Why I’ve Lost My Faith In Ethereum
Ethereum is in trouble.
There are a number of developments that have taken place in the Ethereum community that strike me as concerning. Even more concerning is that most of them seem to have been shrugged off by the community.
To put into perspective how concerned I am about Ethereum, the LEAST CONCERNING development is Ethereum’s creator Vitalik Buterin apparently supporting child porn.
And no, I didn’t make that up.
While that is extraordinarily disturbing, what’s more concerning about Vitalik and his role with Ethereum is Vitalik’s strange support for Bitcoin Cash and Roger Ver.
My concern for Vitalik’s support of Roger Ver is less about whether Vitalik believes big blocks are better than smaller ones, it’s about the tactics that Roger Ver has employed to get people to buy Bitcoin Cash.
From diversion tactics, to lying, to manipulating the Bitcoin and Bitcoin Cash markets, Roger Ver has shown that he does not want to play ball with the crypto community. His propaganda tactics to FUD the market border on fraud, and his distaste for a healthy dialogue has caused way more harm than good.

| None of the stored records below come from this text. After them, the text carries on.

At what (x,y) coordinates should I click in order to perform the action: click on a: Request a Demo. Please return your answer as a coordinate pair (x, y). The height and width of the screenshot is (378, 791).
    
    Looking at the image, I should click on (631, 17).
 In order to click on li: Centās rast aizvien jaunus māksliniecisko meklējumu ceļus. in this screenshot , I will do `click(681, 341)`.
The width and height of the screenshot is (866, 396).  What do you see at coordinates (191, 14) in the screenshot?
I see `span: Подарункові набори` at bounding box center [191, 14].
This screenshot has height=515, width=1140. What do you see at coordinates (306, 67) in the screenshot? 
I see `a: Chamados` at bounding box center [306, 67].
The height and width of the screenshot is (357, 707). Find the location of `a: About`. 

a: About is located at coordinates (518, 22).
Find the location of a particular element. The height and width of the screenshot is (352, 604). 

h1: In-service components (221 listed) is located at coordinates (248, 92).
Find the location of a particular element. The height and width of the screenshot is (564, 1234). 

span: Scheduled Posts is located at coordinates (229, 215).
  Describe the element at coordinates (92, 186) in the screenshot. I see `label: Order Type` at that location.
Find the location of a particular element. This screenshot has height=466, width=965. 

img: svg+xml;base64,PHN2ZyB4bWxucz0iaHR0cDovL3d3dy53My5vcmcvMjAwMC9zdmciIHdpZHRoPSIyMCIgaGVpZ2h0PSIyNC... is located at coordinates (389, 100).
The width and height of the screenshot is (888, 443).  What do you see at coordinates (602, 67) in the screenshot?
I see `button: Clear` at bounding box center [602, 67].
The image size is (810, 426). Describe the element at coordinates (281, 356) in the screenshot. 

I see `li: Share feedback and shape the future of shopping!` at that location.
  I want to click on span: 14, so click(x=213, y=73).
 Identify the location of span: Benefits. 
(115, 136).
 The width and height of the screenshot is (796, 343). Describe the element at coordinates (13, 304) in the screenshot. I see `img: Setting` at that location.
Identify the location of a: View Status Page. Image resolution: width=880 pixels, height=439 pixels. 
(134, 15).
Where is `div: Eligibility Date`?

I don’t care that the Ethereum creator supports Bitcoin Cash. Tech is tech. I do care that the Ethereum creator supports a man who will lie, cheat, and do basically anything short of murder to get his coin to the top.
If Vitalik is able to overlook that sort of behavior, I think it casts a shadow on Vitalik’s own character — and the characters of everyone else who works with Vitalik on a regular basis. Has the Ethereum team used similar tactics to get ETH to the top? Is that why Roger’s behavior is acceptable and supported?
It’s one thing to support technology on the merits of its innovation, it’s another to support a man who is as toxic and self-serving as Roger Ver.
And yes! I understand that Vitalik Buterin is only one man and at this point Ethereum is much larger than one man.
Ethereum is massive. It has become the defacto blockchain to build decentralized applications and tokens on. Hell, I run a company that has its token built on the Ethereum blockchain. But it’s through running this company and developing on the Ethereum blockchain that I’ve lost all my faith in Ethereum’s long-term sustainability.
This has nothing to do with morals and everything to do with the technology itself.
Coding on Ethereum is a nightmare. Building simple applications takes months and months of work, and even then it can have deadly vulnerabilities that you could never have foreseen.
Remember the most recent Parity wallet hack that froze up $275 million of Ethereum funds?
I am astonished (though I shouldn’t be) at how the Ethereum market has reacted following this news. ETH’s price is up — mainly, I believe — because the market is (incorrectly) viewing this event as a token burn.
But this view misses the forest for the trees.
The Parity hack is a BIG DEAL. The fact that Parity was created by an Ethereum co-founder means that the Parity team should understand the process of coding applications on Ethereum better than almost anyone on the planet. The hack, discovered by an innocent guy who was just playing around, was able to wipe out a large number of multi-sig parity wallets with THREE LINES OF CODE. This is equivalent to you logging onto your online bank and deleting your neighbor’s retirement account. Need I say that you shouldn’t be able to do that?
If a noob who was just “playing around with code” was able to make a quarter of a billion dollars vanish overnight, what other vulnerabilities do these applications have on the Ethereum blockchain?
If anything, these hacks highlight that coding on Ethereum is still way too complicated, poorly documented, and difficult. Which is a problem when you’re dealing with billions of dollars.
And it isn’t like this is the first time that an app on Ethereum has created a means for hackers to take advantage of the network. It happened previously to Parity multi-sig wallets earlier this year. And before that, there was the DAO.
Fuck, even my company had issues with smart contract development that was supposed to distribute our token following our crowdund. The error misplaced over 10% of our total token supply. The guy we hired to build that contract claimed to be one of the best in the business (spoiler alert, he’s not), but he’s still getting lots and lots of work with major companies.
The fact of the matter is that Ethereum is not ready for applications outside a very niche industry — token creations. And at this point, the speculative market is vastly overvaluing Ethereum’s capabilities. The good news (if you’re holding ETH), is that in crypto, the people with money aren’t exactly the people who understand code. Which means that the speculative market will most likely continue to overvalue Ethereum for many years.
But as for me, I couldn’t care less about its price. It’s going to take a lot of work before I ever believe in Ethereum again.